We often have a tendency to try to do too much. How we need to learn to stop and rest and drink! Thank you for sharing, friend!
It’s a review lesson I seem to need repeatedly, Mary. Thanks for commenting.
Wonderful post! I can totally relate to being sick in Africa. It wasn’t until my most recent (5th!) trip that I actually stayed healthy.

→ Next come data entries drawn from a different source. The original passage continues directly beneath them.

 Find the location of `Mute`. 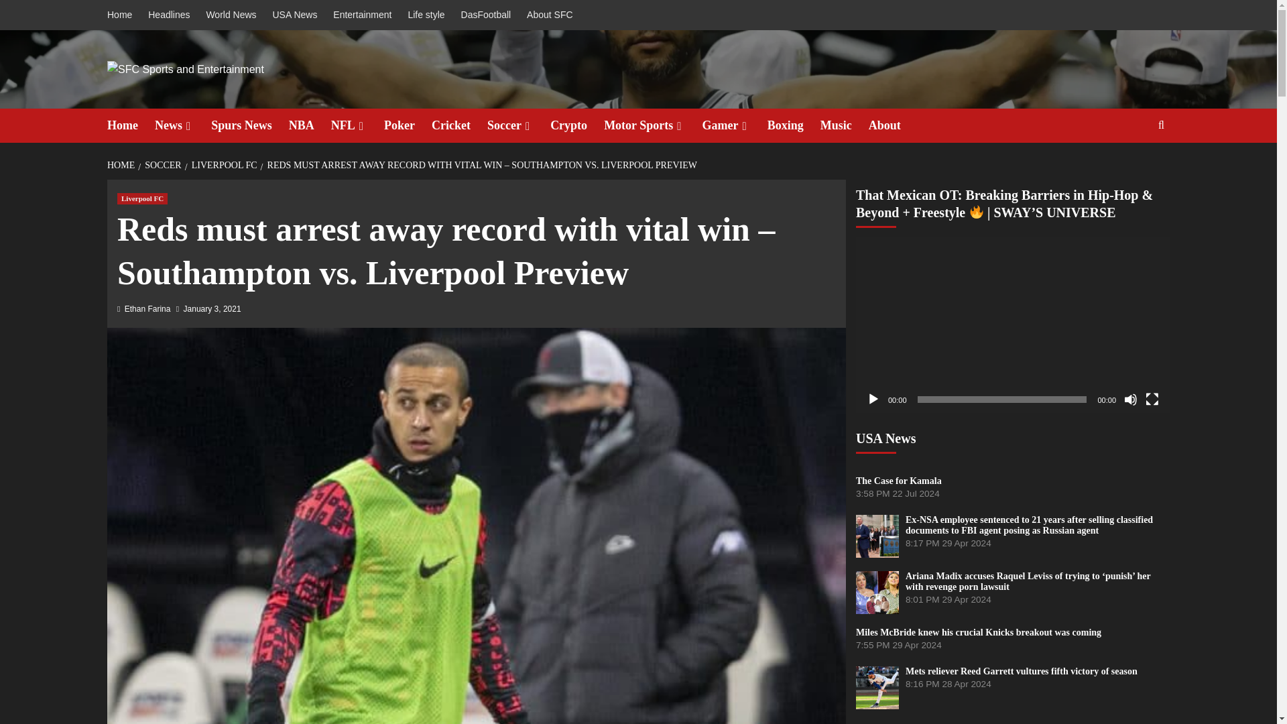

Mute is located at coordinates (1130, 399).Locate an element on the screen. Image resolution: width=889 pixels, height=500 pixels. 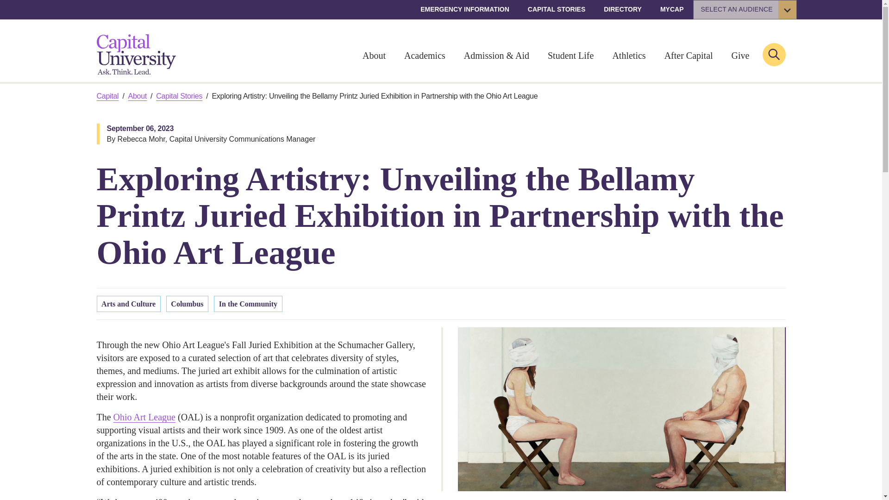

It’s a really easy place to be sick, isn’t it, Lisa? Wow, five trips! You must have a special repeating draw/call… especially seeing how you kept returning despite illness. But then, a inexplicable love for the place can get hold of one, too, can’t it?
Thanks for stopping by.
These macho men will often need to learn the hard way. Yes, I have one in my house too. As time passes he has learned only to push his body so far. God has made us to need refreshment – water, rest and good food. May we all be reminded to take care of our bodies as well as our spirits. Thank you for sharing with us here at “Tell Me a Story.”
Oh, yes, Hazel. “May we all be reminded to take care of our bodies as well as our spirits.” And our spirits as well as our bodies. Thanks for visiting, and for your link-up.

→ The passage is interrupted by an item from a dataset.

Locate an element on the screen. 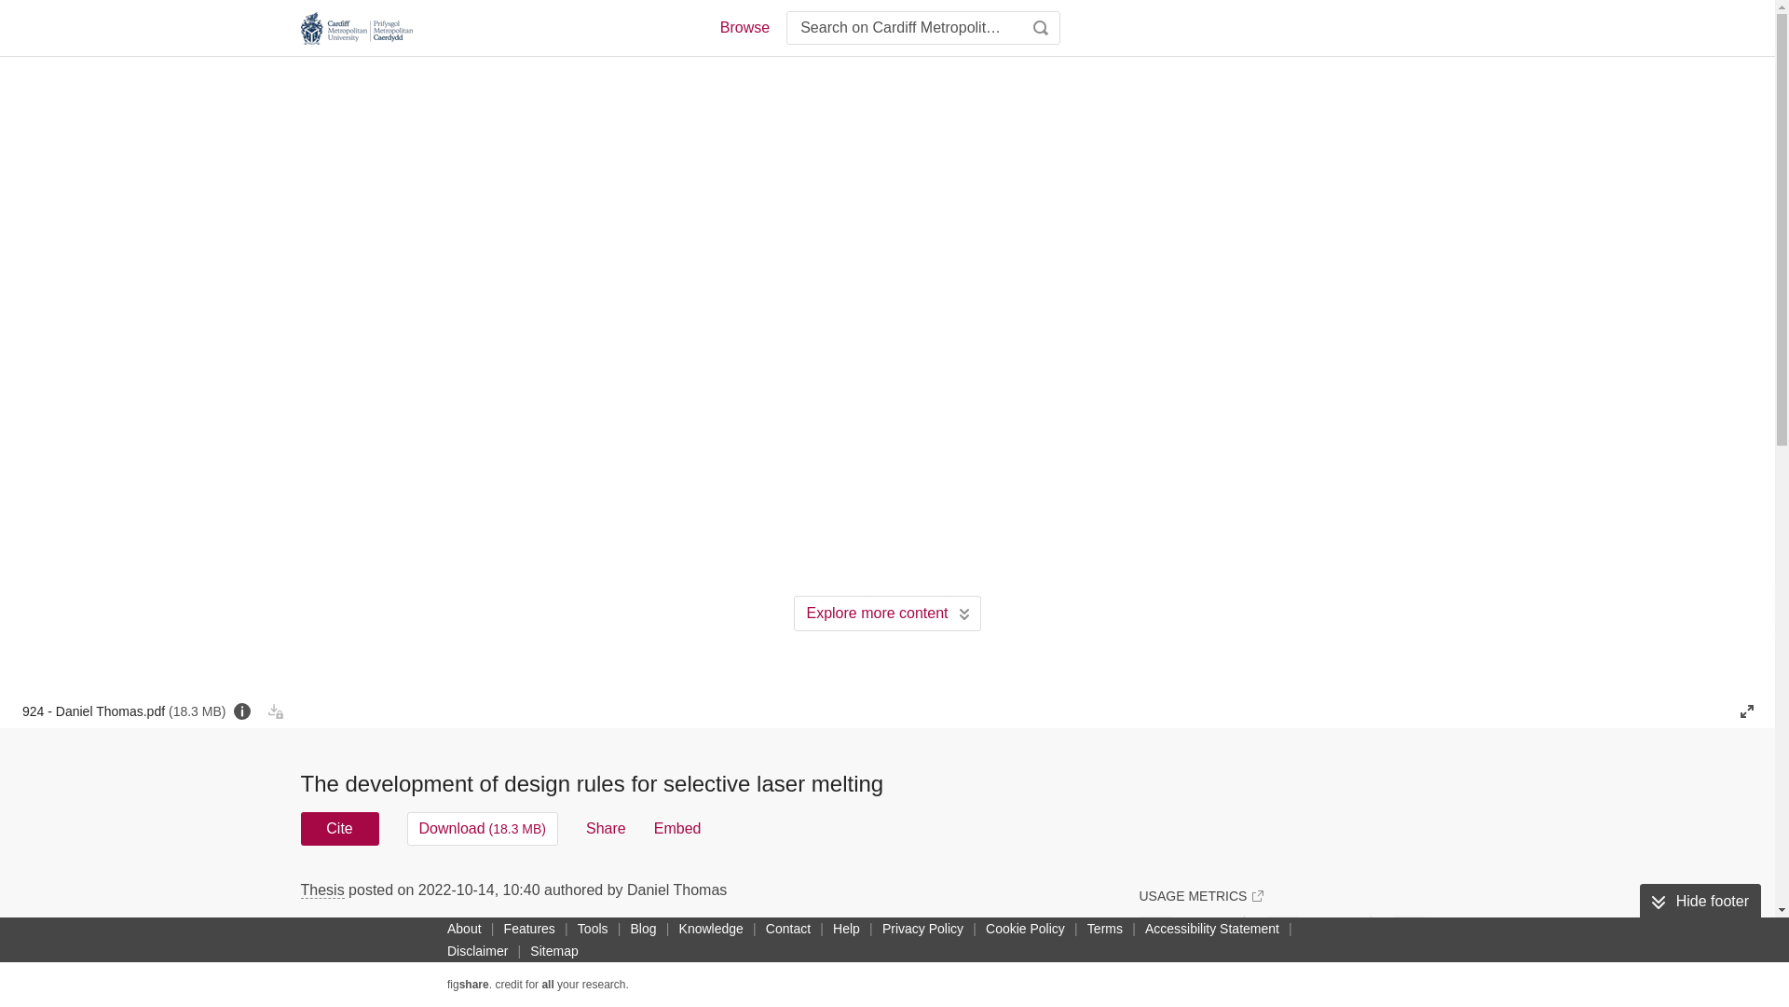 Image resolution: width=1789 pixels, height=1007 pixels. Tools is located at coordinates (593, 927).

I sure understand. My husband is more careful about water than I am, AND when we lived in Uganda, water was not an easy thing to have that was w/o any germs or other body-hurting stuff. Dave boiled all the waters and filtered them. In those days buying bottles wasn’t quite as easily as now… and sometimes the bottles were filled with non-cleansed water by “criminals”. Trusting and understanding the Lord, serving Him with reality, is the best we can ever do, so we can stay here serving Him forever as long as He desires us to be here. Glad you praying, and understood. Surely counted.